O Brother, Where Art Thou?
There are not many films that are as much fun as this one. It sparked a revival of “roots” music, which is really just old-timey country and folk and gospel. It’s music from before country got glitz, back when the Grand Old Opry was a lot of hicks standing on the stage a-pickin’ and a-fiddlin’ and a-pluckin’, people who really did grow up hardscrabble in the hills and the mines.
Yes, it’s based on the Odyssey (which the Coens admit they never even read) with Ulysses Everett McGill trying to find his way home to his wife Penelope (Holly Hunter) and daughters, encountering Cyclops (John Goodman) and a group of sirens along the way, but that’s the least of the pleasures here. He and his trusting companions John Turturro and Tim Blake Nelson also ride with Babyface Nelson for a while, and pick up Robert Johnson at a crossroads where he has just sold his soul to the devil. They later break him out of a Klan lynching that is at the same time both one of most chilling and funniest scenes I have ever seen. Like in Raising Arizona, the dialogue is deliberately more poetic and educated than these characters are likely to speak, and it works very well. Don’t expect the story to make much sense, or to get anywhere. Like the Odyssey, it is a series of adventures on the road (well, the sea is a road, when you’re trying to get somewhere). And the title … well, when I first heard it I was overcome with joy, and knew I would see it, no matter what. That’s because it was brazenly stolen from one of my favorite films by the great Preston Sturges, Sullivan’s Travels. In that picture, Joel McRae as Sullivan was tired of making stupid comedy movies like Ants in Your Pants of 1938. He wanted to make a serious picture about poverty and human suffering (things he knows absolutely nothing about). So he’s bought a book called O Brother, Where Art Thou? The movie was never made by the fictional director … but now it exists! Hurray!
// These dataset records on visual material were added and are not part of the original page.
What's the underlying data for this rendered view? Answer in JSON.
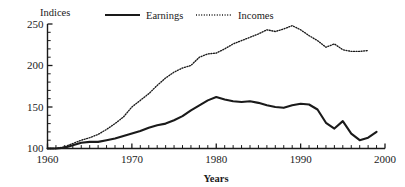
{
  "chart_data": {
    "type": "line",
    "title": "",
    "subtitle": "",
    "xlabel": "Years",
    "ylabel": "Indices",
    "xlim": [
      1960,
      2000
    ],
    "ylim": [
      100,
      250
    ],
    "grid": false,
    "legend_position": "top",
    "x_ticks_labeled": [
      "1960",
      "1970",
      "1980",
      "1990",
      "2000"
    ],
    "x_tick_values": [
      1960,
      1970,
      1980,
      1990,
      2000
    ],
    "x_minor_tick_interval": 1,
    "y_ticks_labeled": [
      "100",
      "150",
      "200",
      "250"
    ],
    "y_tick_values": [
      100,
      150,
      200,
      250
    ],
    "y_minor_tick_interval": 10,
    "series": [
      {
        "name": "Earnings",
        "style": "solid",
        "color": "#1a1a1a",
        "x": [
          1960,
          1961,
          1962,
          1963,
          1964,
          1965,
          1966,
          1967,
          1968,
          1969,
          1970,
          1971,
          1972,
          1973,
          1974,
          1975,
          1976,
          1977,
          1978,
          1979,
          1980,
          1981,
          1982,
          1983,
          1984,
          1985,
          1986,
          1987,
          1988,
          1989,
          1990,
          1991,
          1992,
          1993,
          1994,
          1995,
          1996,
          1997,
          1998
        ],
        "values": [
          100,
          100,
          101,
          104,
          107,
          108,
          108,
          110,
          112,
          115,
          118,
          121,
          125,
          128,
          130,
          134,
          139,
          146,
          152,
          158,
          162,
          159,
          157,
          156,
          157,
          155,
          152,
          150,
          149,
          152,
          154,
          153,
          147,
          145,
          142,
          138,
          132,
          130,
          127
        ]
      },
      {
        "name": "Incomes",
        "style": "dotted",
        "color": "#1a1a1a",
        "x": [
          1960,
          1961,
          1962,
          1963,
          1964,
          1965,
          1966,
          1967,
          1968,
          1969,
          1970,
          1971,
          1972,
          1973,
          1974,
          1975,
          1976,
          1977,
          1978,
          1979,
          1980,
          1981,
          1982,
          1983,
          1984,
          1985,
          1986,
          1987,
          1988,
          1989,
          1990,
          1991,
          1992,
          1993,
          1994,
          1995,
          1996,
          1997,
          1998
        ],
        "values": [
          100,
          100,
          102,
          106,
          110,
          113,
          117,
          123,
          130,
          138,
          150,
          158,
          166,
          176,
          185,
          192,
          197,
          200,
          210,
          214,
          215,
          220,
          226,
          230,
          234,
          238,
          243,
          241,
          244,
          248,
          243,
          236,
          230,
          222,
          226,
          219,
          217,
          217,
          218
        ]
      }
    ],
    "series_extra": {
      "earnings_tail": {
        "x": [
          1992,
          1993,
          1994,
          1995,
          1996,
          1997,
          1998
        ],
        "values": [
          147,
          131,
          124,
          133,
          118,
          110,
          113,
          120
        ]
      }
    },
    "annotations": []
  },
  "legend": {
    "items": [
      {
        "label": "Earnings",
        "style": "solid"
      },
      {
        "label": "Incomes",
        "style": "dotted"
      }
    ]
  },
  "axes": {
    "ylabel": "Indices",
    "xtitle": "Years",
    "ytick_labels": [
      "250",
      "200",
      "150",
      "100"
    ],
    "xtick_labels": [
      "1960",
      "1970",
      "1980",
      "1990",
      "2000"
    ]
  }
}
But the real attraction is the music, always. We go from one lovely set piece to another, each one showcasing a different aspect of this wonderful music. I bought the soundtrack as soon as it came out, and listened to it over and over. And many of the musicians on it got together for the “Down From the Mountain” tour, which did very good business and brought some of these people a new career and revived the careers of others, I’m happy to say. For that alone the Coens should be thanked, but they have also made a sweet and astounding movie that I’ll be happy to see over and over again.